Inhuman Grand-Guignol Theatre
Taku Unami
Inspired by the supernatural horror of H. P. Lovecraft, black metal and a sense of worry as to what constitutes an object, or a world.
Arika have been creating events since 2001. The Archive is space to share the documentation of our work, over 600 events from the past 20 years. Browse the archive by event, artists and collections, explore using theme pairs, or use the index for a comprehensive overview.
Inspired by the supernatural horror of H. P. Lovecraft, black metal and a sense of worry as to what constitutes an object, or a world.
Poetry of raw fearless truth and the realest crip insight fully embedded in absolute lyrical lounge.
In many ways, this Episode is our attempt to engage with Fred’s incredible writing: with his proposal that all black performance (culture, politics, sexuality, identity, and blackness itself) is improvisation.
Michael Colligan pressing white hot metal into dry ice, causing the metal to sing and scream.
The final iteration of Arika’s INSTAL festivals, the 2010 edition was an experimental festival of experimental music – 3 days of events at the Tramway that explored un-average ideas about sound and music.
Three workshops lead up to an open invitation to improvise with the festival as concert. The last four hours of the Sunday 14 at Instal 10 were devoted to presentations devised during the three workshops. The material conditions (time, space, facilities…) were the instruments. From there anything could happen.
Databases carry the same seeds of creativity that early documentary makers saw in film. Both can empower people by helping them to master information, both can be claimed to represent some kind of reality or truth.
Patented 60 cycle hums, static pops, and terse electron pinpricks mutated into perfect, post-techno grooves and synaesthesic video
An utterly deep introspection told in aching, weeping guitar lines; melodic, simple, always minimal but somehow entirely epic.
The films in the programme take the essential and fundamental building blocks of cinema (combining sound and image through time) screw about with them, interrogate them and cast them anew.
Solo by Jean-Philippe Gross, a French electro-acoustic improviser, working with mixing board, cheap mics, small speakers and an analog synth, built around a honed interest in feedback.
Jean-Luc Guionnet will be giving a talk as part of the music department’s ongoing series of colloquia.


Work to complete:
Transcribe each entry shown below with no difference from the original.

Data for review:
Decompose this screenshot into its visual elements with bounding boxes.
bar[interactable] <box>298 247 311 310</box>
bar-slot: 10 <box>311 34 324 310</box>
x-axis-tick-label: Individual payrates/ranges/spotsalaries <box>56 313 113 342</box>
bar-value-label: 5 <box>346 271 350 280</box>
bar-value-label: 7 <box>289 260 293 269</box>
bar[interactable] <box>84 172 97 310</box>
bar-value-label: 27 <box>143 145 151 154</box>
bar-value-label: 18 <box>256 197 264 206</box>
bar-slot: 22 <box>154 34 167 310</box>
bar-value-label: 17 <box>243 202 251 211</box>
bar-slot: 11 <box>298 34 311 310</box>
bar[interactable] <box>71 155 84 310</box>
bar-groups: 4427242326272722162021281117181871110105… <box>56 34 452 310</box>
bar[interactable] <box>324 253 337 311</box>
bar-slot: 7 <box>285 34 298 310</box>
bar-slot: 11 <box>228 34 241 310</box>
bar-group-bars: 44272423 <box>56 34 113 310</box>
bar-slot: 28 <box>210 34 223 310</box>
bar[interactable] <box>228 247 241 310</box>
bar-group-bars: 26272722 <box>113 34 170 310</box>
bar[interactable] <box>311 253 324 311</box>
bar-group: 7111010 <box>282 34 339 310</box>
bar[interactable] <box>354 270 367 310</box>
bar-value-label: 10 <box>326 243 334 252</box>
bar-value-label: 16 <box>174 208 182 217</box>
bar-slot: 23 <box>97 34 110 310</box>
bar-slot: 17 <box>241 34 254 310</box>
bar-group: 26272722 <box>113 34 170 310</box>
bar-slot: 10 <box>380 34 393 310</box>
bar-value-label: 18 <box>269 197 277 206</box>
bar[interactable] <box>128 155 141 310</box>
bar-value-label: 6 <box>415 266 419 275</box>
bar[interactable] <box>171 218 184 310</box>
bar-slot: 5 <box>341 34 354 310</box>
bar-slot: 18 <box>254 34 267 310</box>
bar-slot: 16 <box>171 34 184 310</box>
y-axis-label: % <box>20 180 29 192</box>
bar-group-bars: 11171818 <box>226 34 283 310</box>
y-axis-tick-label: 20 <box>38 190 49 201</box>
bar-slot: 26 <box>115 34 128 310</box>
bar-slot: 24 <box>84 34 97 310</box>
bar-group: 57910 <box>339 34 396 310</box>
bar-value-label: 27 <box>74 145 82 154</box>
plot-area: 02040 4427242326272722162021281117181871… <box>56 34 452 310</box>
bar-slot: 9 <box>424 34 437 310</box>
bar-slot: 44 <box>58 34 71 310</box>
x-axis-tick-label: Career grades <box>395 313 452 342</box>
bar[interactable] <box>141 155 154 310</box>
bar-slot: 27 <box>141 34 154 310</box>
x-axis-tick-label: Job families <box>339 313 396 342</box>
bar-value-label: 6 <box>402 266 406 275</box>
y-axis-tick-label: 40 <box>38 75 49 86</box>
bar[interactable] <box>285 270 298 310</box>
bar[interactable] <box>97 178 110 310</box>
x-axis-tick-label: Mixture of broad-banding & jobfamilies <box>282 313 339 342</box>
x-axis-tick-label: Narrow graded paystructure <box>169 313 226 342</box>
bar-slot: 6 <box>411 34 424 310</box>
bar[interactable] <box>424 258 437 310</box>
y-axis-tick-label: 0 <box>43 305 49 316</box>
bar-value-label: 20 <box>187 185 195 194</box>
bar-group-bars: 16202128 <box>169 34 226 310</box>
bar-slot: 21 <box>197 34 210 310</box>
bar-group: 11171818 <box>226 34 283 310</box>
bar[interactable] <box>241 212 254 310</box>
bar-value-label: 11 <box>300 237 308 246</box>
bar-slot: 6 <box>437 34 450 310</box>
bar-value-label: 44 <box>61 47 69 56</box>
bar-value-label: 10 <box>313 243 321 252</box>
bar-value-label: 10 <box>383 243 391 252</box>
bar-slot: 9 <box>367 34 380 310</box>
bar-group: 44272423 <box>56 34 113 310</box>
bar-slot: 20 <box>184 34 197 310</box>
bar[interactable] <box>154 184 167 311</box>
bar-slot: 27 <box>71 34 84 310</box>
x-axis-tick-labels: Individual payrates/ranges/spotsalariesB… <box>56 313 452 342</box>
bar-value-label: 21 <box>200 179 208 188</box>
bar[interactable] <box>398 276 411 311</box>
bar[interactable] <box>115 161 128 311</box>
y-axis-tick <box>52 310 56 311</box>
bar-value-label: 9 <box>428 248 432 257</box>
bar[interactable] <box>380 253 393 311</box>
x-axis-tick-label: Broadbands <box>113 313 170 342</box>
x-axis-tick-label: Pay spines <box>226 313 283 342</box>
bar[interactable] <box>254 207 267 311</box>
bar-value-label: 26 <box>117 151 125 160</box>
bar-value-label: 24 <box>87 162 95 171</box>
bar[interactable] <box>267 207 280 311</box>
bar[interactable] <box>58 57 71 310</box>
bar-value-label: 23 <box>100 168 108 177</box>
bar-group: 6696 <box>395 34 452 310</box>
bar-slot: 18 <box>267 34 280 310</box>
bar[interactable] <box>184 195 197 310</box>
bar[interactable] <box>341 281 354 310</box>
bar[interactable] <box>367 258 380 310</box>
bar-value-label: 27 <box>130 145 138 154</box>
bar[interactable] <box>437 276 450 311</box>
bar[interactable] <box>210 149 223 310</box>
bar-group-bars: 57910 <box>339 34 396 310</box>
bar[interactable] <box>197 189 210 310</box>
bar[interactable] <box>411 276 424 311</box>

Reply:
Decompose this screenshot into its visual elements with bounding boxes.
bar[interactable] <box>298 247 311 310</box>
bar-slot: 10 <box>311 34 324 310</box>
x-axis-tick-label: Individual payrates/ranges/spotsalaries <box>56 313 113 342</box>
bar-value-label: 5 <box>346 271 350 280</box>
bar-value-label: 7 <box>289 260 293 269</box>
bar[interactable] <box>84 172 97 310</box>
bar-value-label: 27 <box>143 145 151 154</box>
bar-value-label: 18 <box>256 197 264 206</box>
bar-slot: 22 <box>154 34 167 310</box>
bar-value-label: 17 <box>243 202 251 211</box>
bar-slot: 11 <box>298 34 311 310</box>
bar[interactable] <box>71 155 84 310</box>
bar-groups: 4427242326272722162021281117181871110105… <box>56 34 452 310</box>
bar[interactable] <box>324 253 337 311</box>
bar-slot: 7 <box>285 34 298 310</box>
bar-slot: 11 <box>228 34 241 310</box>
bar-group-bars: 44272423 <box>56 34 113 310</box>
bar-slot: 28 <box>210 34 223 310</box>
bar[interactable] <box>228 247 241 310</box>
bar-group-bars: 26272722 <box>113 34 170 310</box>
bar[interactable] <box>311 253 324 311</box>
bar-group: 7111010 <box>282 34 339 310</box>
bar[interactable] <box>354 270 367 310</box>
bar-value-label: 10 <box>326 243 334 252</box>
bar-value-label: 16 <box>174 208 182 217</box>
bar-slot: 23 <box>97 34 110 310</box>
bar-slot: 17 <box>241 34 254 310</box>
bar-group: 26272722 <box>113 34 170 310</box>
bar-slot: 10 <box>380 34 393 310</box>
bar-value-label: 18 <box>269 197 277 206</box>
bar[interactable] <box>128 155 141 310</box>
bar-value-label: 6 <box>415 266 419 275</box>
bar[interactable] <box>171 218 184 310</box>
bar-slot: 5 <box>341 34 354 310</box>
bar-slot: 18 <box>254 34 267 310</box>
bar-slot: 16 <box>171 34 184 310</box>
y-axis-label: % <box>20 180 29 192</box>
bar-group-bars: 11171818 <box>226 34 283 310</box>
y-axis-tick-label: 20 <box>38 190 49 201</box>
bar-slot: 26 <box>115 34 128 310</box>
bar-slot: 24 <box>84 34 97 310</box>
bar-group: 57910 <box>339 34 396 310</box>
bar-value-label: 27 <box>74 145 82 154</box>
plot-area: 02040 4427242326272722162021281117181871… <box>56 34 452 310</box>
bar-slot: 9 <box>424 34 437 310</box>
bar-slot: 44 <box>58 34 71 310</box>
x-axis-tick-label: Career grades <box>395 313 452 342</box>
bar[interactable] <box>141 155 154 310</box>
bar-slot: 27 <box>141 34 154 310</box>
x-axis-tick-label: Job families <box>339 313 396 342</box>
bar-value-label: 6 <box>402 266 406 275</box>
y-axis-tick-label: 40 <box>38 75 49 86</box>
bar[interactable] <box>285 270 298 310</box>
bar[interactable] <box>97 178 110 310</box>
x-axis-tick-label: Mixture of broad-banding & jobfamilies <box>282 313 339 342</box>
x-axis-tick-label: Narrow graded paystructure <box>169 313 226 342</box>
bar-slot: 6 <box>411 34 424 310</box>
bar[interactable] <box>424 258 437 310</box>
y-axis-tick-label: 0 <box>43 305 49 316</box>
bar-value-label: 20 <box>187 185 195 194</box>
bar-group-bars: 16202128 <box>169 34 226 310</box>
bar-slot: 21 <box>197 34 210 310</box>
bar-group: 11171818 <box>226 34 283 310</box>
bar[interactable] <box>241 212 254 310</box>
bar-value-label: 11 <box>300 237 308 246</box>
bar-slot: 6 <box>437 34 450 310</box>
bar-value-label: 44 <box>61 47 69 56</box>
bar-value-label: 10 <box>313 243 321 252</box>
bar-value-label: 10 <box>383 243 391 252</box>
bar-slot: 9 <box>367 34 380 310</box>
bar-group: 44272423 <box>56 34 113 310</box>
bar-slot: 20 <box>184 34 197 310</box>
bar[interactable] <box>154 184 167 311</box>
bar-slot: 27 <box>71 34 84 310</box>
x-axis-tick-labels: Individual payrates/ranges/spotsalariesB… <box>56 313 452 342</box>
bar-value-label: 21 <box>200 179 208 188</box>
bar[interactable] <box>398 276 411 311</box>
bar[interactable] <box>115 161 128 311</box>
y-axis-tick <box>52 310 56 311</box>
bar-value-label: 9 <box>428 248 432 257</box>
bar[interactable] <box>380 253 393 311</box>
x-axis-tick-label: Broadbands <box>113 313 170 342</box>
x-axis-tick-label: Pay spines <box>226 313 283 342</box>
bar[interactable] <box>254 207 267 311</box>
bar-value-label: 26 <box>117 151 125 160</box>
bar-value-label: 24 <box>87 162 95 171</box>
bar[interactable] <box>267 207 280 311</box>
bar[interactable] <box>58 57 71 310</box>
bar-value-label: 23 <box>100 168 108 177</box>
bar-group: 6696 <box>395 34 452 310</box>
bar-slot: 18 <box>267 34 280 310</box>
bar[interactable] <box>184 195 197 310</box>
bar[interactable] <box>341 281 354 310</box>
bar[interactable] <box>367 258 380 310</box>
bar-value-label: 27 <box>130 145 138 154</box>
bar[interactable] <box>437 276 450 311</box>
bar[interactable] <box>210 149 223 310</box>
bar-group-bars: 57910 <box>339 34 396 310</box>
bar[interactable] <box>197 189 210 310</box>
bar[interactable] <box>411 276 424 311</box>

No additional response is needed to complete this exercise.